Erosion in people’s beliefs in nature worship, religion and social values are posing a threat to the sacred forests (Devara Kadu), that are conserved patches of forests that lay undisturbed, according to experts.

“Religion played a very important role in traditional and informal conservation. An elephant symbolises Ganesha while some types of trees are considered sacred. Fear of Gods and social taboos prevented people from harvesting resources from these sacred forests though there are no physical borders. Change in social and religious values are now posing a danger to these sacred forests,” says Prof C G Kushalappa of the College of Forestry in Ponnampet, Kodagu district. 

There are 1,214 sacred groves covering 2,550 hectares in Kodagu alone. “People were afraid to go in, harvest resources, cut trees or live in sacred forests because of their fear of forest deities and beliefs in nature worship. This protected the plants, trees, small animals and therefore, led to conservation of the ecosystem. Currently, due to pressures on land and decrease in religious values, these forests are being encroached or taken over. People in Kodagu are fighting to protect the groves,” Kushalappa adds.

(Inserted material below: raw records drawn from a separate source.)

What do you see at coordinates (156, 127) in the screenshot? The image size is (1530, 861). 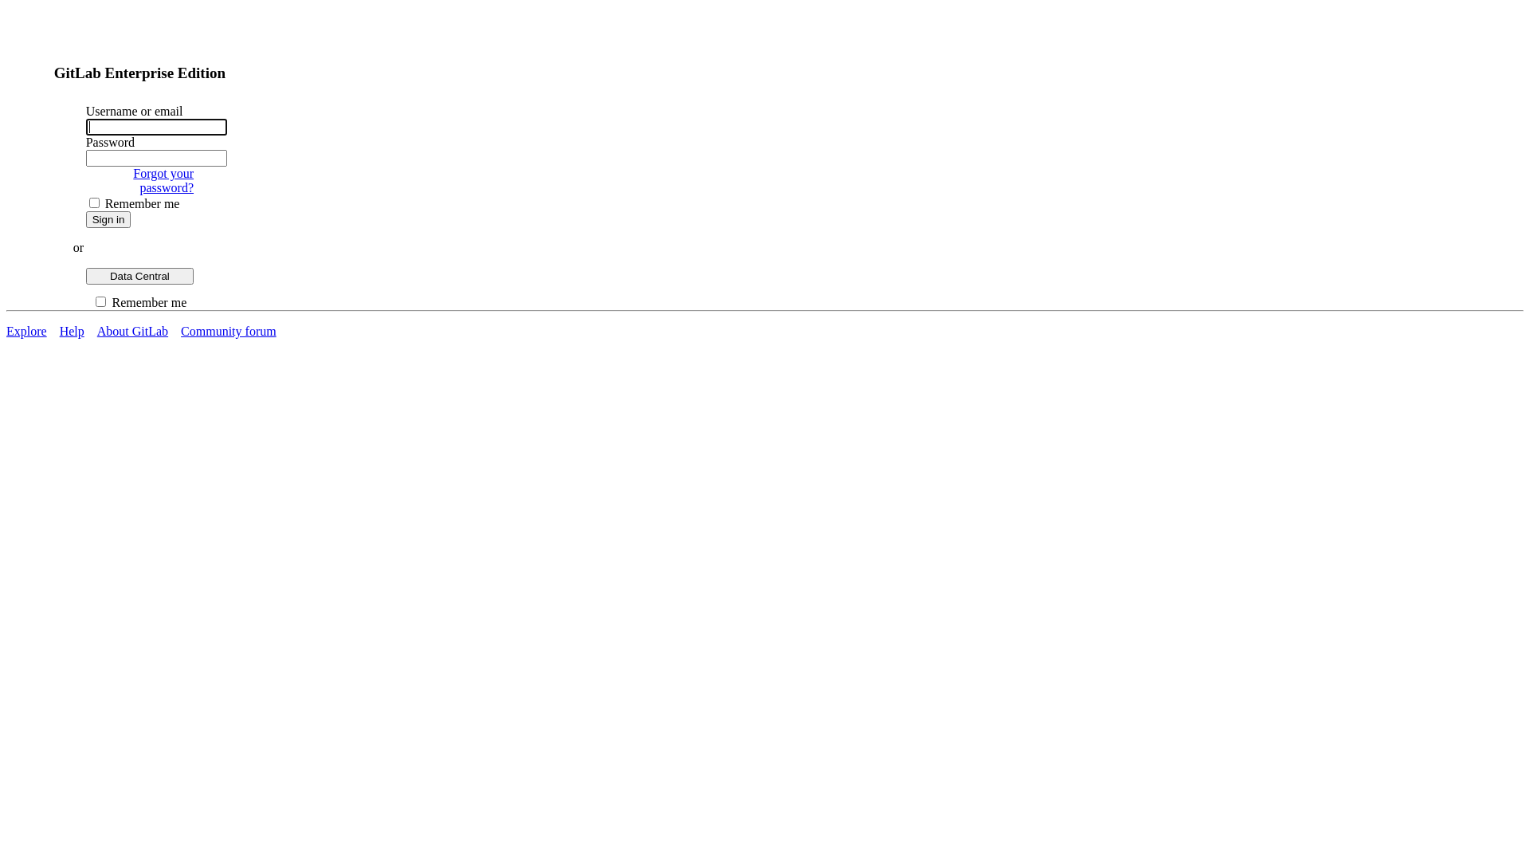 I see `This field is required.` at bounding box center [156, 127].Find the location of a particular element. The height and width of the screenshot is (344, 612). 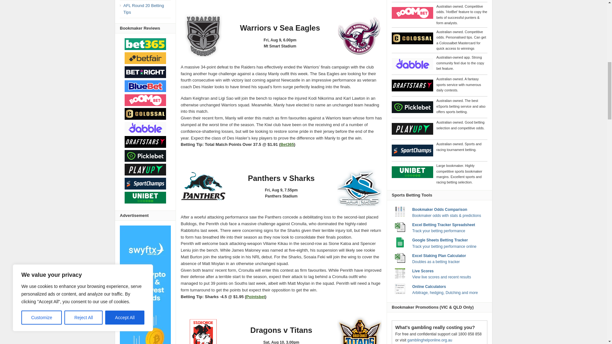

BoomBet review is located at coordinates (145, 100).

India has the highest concentration of sacred forests in the world. Estimates suggest that there might be between 1-1.5 lakh sacred forests around the country.

Ecologist Smitha Krishnan, who has worked on sacred groves in Kodagu, and is with the Swiss Federal Institute of Technology at Zurich, Switzerland, says, “Sacred groves that are relatively undisturbed are a haven for bees. In addition to the wild rock bees, we also find feral colonies of honey bees (Apis cerana indica) and have recorded more than 70 species of solitary bees. Sacred forests are also home to a wide diversity of trees, some of which are endangered and endemic. Although sacred forests are often very small fragments of forests, they play an important role in conserving biodiversity.”

Noted ecologist Madhav Gadgil writes, “Such a traditional system of refugia in India was the network of sacred groves, ponds and pools in the courses of rivers and streams. These were patches of land or water, which were dedicated to some deity and were kept free of all exploitation. Where the network of sacred groves has remained intact till recent times, as in the Dakshina Kannada district, they formed islands of climax vegetation at densities of 2 to 3 per sq km. This must have been a very effective way of preserving tropical biological diversity, for we are still discovering new species of plant, species which have disappeared from everywhere else, in these sacred groves.”

The big debate is whether many small patches of forests or a large single forest is ideal for conserving biodiversity, feels Dr Kushalappa.